June 15, 2005 at 9:03 am
Hi all I am writing a procedure, which looks like this!
CREATE procedure TTT (@TID bigint) AS
SELECT
A.id , S.id , S.amount , A.Tray, XXX
FROM S INNER JOIN
A ON S.ID = A.[id]
inner JOIN
T on A.[id] = T.order_id
WHERE (Tech_ID = @TID) AND (S.Status = 'I') OR
(Tech_ID = @TID) AND (S.Status = 'R')
ORDER BY A.[id] desc
--- I need to insert this in the place of XXX --
where A.[id] = T.order_id
group by color order by count(color) desc
My table T looks like this
order_id color
11 aaa
11 aaa
11 bb
11 cc
12 zzz
12 zzz
12 vv
so, when there is A.id 11, then it should select 'aaa', when 12 then 'zzz'
how can do that? any help will be appreciated.
June 15, 2005 at 9:19 am
Apart from the apparent logical problems of your database design (T apparently has no key and hence allows duplicates) you could use the query as a derived table.

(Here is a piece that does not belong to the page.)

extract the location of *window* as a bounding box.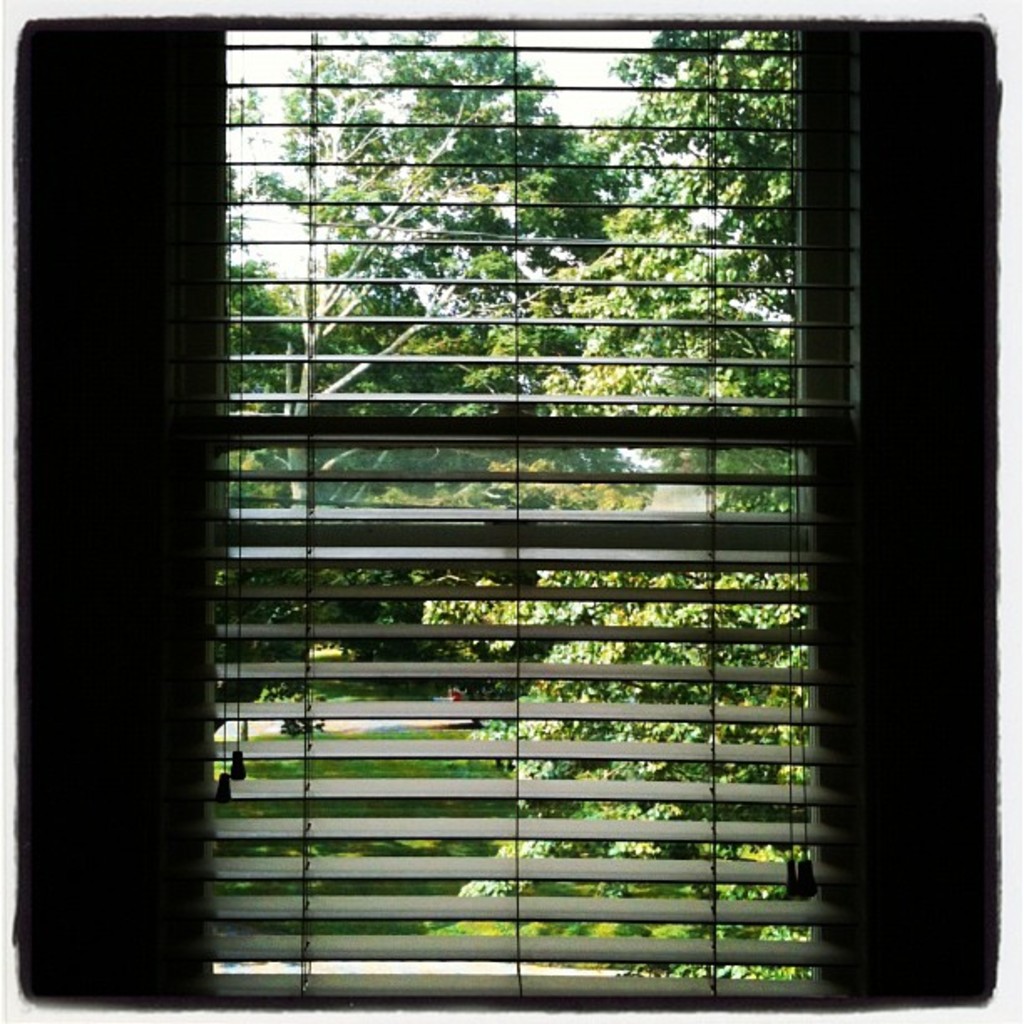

Note, however that the TOP operator will not reliably return any given color value, it would simply return the first value that is found so to speak. So if order 12 included the 'aaa' color, you might get 'aaa' returned for order 11, but 'zzz' would still be returned for order 12, depending on any indexes that exist and/or the order in which the rows were inserted. If you included an ORDER BY clause you could exercise a bit more control over which color was returned.
/*****************
If most people are not willing to see the difficulty, this is mainly because, consciously or unconsciously, they assume that it will be they who will settle these questions for the others, and because they are convinced of their own capacity to do this. -Friedrich August von Hayek
*****************/
June 15, 2005 at 9:24 am
sorry.............. forgot to add order by
where A.[id] = T.order_id
group by color order by count(color) desc
June 15, 2005 at 10:11 am
This should work. I tried testing it with my own data, so it is hard to know what is in your tables.... I do have difficulty understanding the OR; I have put a comment on that line...
SELECT A.id, S.id, S.amount, A.Tray, TColor.Color
FROM S
INNER JOIN A ON( S.[id] = A.[id])
INNER JOIN T ON( A.[id] = T.order_id)
INNER JOIN ( SELECT TOP 1 Color, OrderID
FROM T
GROUP BY Color, OrderID
ORDER BY COUNT( Color) DESC) TColor
ON( A.[id] = TColor.OrderID)
WHERE( Tech_ID = @TID)
AND( S.Status = 'I')
OR( Tech_ID = @TID) -- why is this repeated as an OR ?
AND( S.Status = 'R')
ORDER BY A.[id] DESC
I wasn't born stupid - I had to study.